Authenticity isn't Oversharing, It's Self-Respect
April 2026
By now, you may be noticing something.
In February, I asked you to named where you’re carrying more than is reasonable.
In March, I asked you to "catch yourself" defaulting to being “the strong one.”
So, by now you may be feeling a quiet tension: “If I stop doing this, what replaces it?
This is where many leaders get stuck.
They assume authenticity means saying everything out loud, disclosing emotions freely, or lowering standards. So instead of experimenting with authenticity, they retreat into over-functioning—because it feels safer than being misunderstood.
But authenticity isn’t exposure. It’s alignment.
Many leaders learned early (at home, in school, or in formative relationships) that having needs complicated things. Staying composed, capable, and agreeable kept relationships stable. Over time, authenticity got redefined as not rocking the boat.
That lesson follows leaders into adulthood.
At work, it shows up as withholding needs to avoid being seen as difficult.
At home, it looks like minimizing your own experience to keep the peace.
In leadership, it becomes silence in moments where clarity is required.
This is where Maximum Self-Awareness and Authenticity ask something different of you.
Authenticity is not about sharing more. It’s about withholding less of what matters.
Which brings us (again) to the grounding question:
What Do You Deserve?
YOU deserve to be honest with yourself about what you need.
YOU deserve to acknowledge when something isn’t working—internally or externally.
YOU deserve self-respect that doesn’t depend on being endlessly accommodating.
And here’s the next step, a deliberate one:
CALL TO ACTION
This week, notice one moment where you feel the urge to stay silent to keep things smooth. Ask yourself: “What truth am I withholding right now?” You don’t have to say it yet. But write it down. Naming your truth privately is the bridge between awareness and advocacy.
This month’s Leadership Lesson is this:
Authenticity begins the moment you stop negotiating against yourself.
Next month, we’ll move into the O of M.O.R.E. Mindset and explore why resilience is not about pushing through, but about recalibrating how you care for yourself without guilt.
Until then, pay attention to where silence feels like self-protection; and where it’s actually self-erasure.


- _ACTIVITY_
With the images set aside, retype every record below character for character.

- _THE DATA_

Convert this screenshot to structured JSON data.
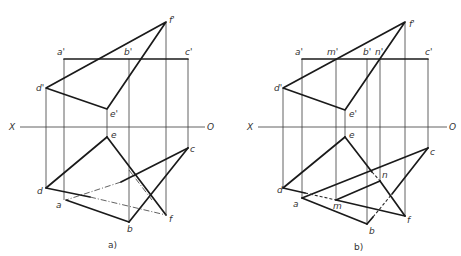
{
  "figure_a": {
    "caption": "a)",
    "axis": {
      "left_label": "X",
      "right_label": "O"
    },
    "labels": {
      "a_prime": "a'",
      "b_prime": "b'",
      "c_prime": "c'",
      "d_prime": "d'",
      "e_prime": "e'",
      "f_prime": "f'",
      "a": "a",
      "b": "b",
      "c": "c",
      "d": "d",
      "e": "e",
      "f": "f"
    }
  },
  "figure_b": {
    "caption": "b)",
    "axis": {
      "left_label": "X",
      "right_label": "O"
    },
    "labels": {
      "a_prime": "a'",
      "m_prime": "m'",
      "b_prime": "b'",
      "n_prime": "n'",
      "c_prime": "c'",
      "d_prime": "d'",
      "e_prime": "e'",
      "f_prime": "f'",
      "a": "a",
      "m": "m",
      "b": "b",
      "n": "n",
      "c": "c",
      "d": "d",
      "e": "e",
      "f": "f"
    }
  },
  "colors": {
    "line": "#1a1a1a",
    "projection": "#3a3a3a",
    "background": "#ffffff"
  }
}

- _ANSWER SECTION_
Convert this screenshot to structured JSON data.
{
  "figure_a": {
    "caption": "a)",
    "axis": {
      "left_label": "X",
      "right_label": "O"
    },
    "labels": {
      "a_prime": "a'",
      "b_prime": "b'",
      "c_prime": "c'",
      "d_prime": "d'",
      "e_prime": "e'",
      "f_prime": "f'",
      "a": "a",
      "b": "b",
      "c": "c",
      "d": "d",
      "e": "e",
      "f": "f"
    }
  },
  "figure_b": {
    "caption": "b)",
    "axis": {
      "left_label": "X",
      "right_label": "O"
    },
    "labels": {
      "a_prime": "a'",
      "m_prime": "m'",
      "b_prime": "b'",
      "n_prime": "n'",
      "c_prime": "c'",
      "d_prime": "d'",
      "e_prime": "e'",
      "f_prime": "f'",
      "a": "a",
      "m": "m",
      "b": "b",
      "n": "n",
      "c": "c",
      "d": "d",
      "e": "e",
      "f": "f"
    }
  },
  "colors": {
    "line": "#1a1a1a",
    "projection": "#3a3a3a",
    "background": "#ffffff"
  }
}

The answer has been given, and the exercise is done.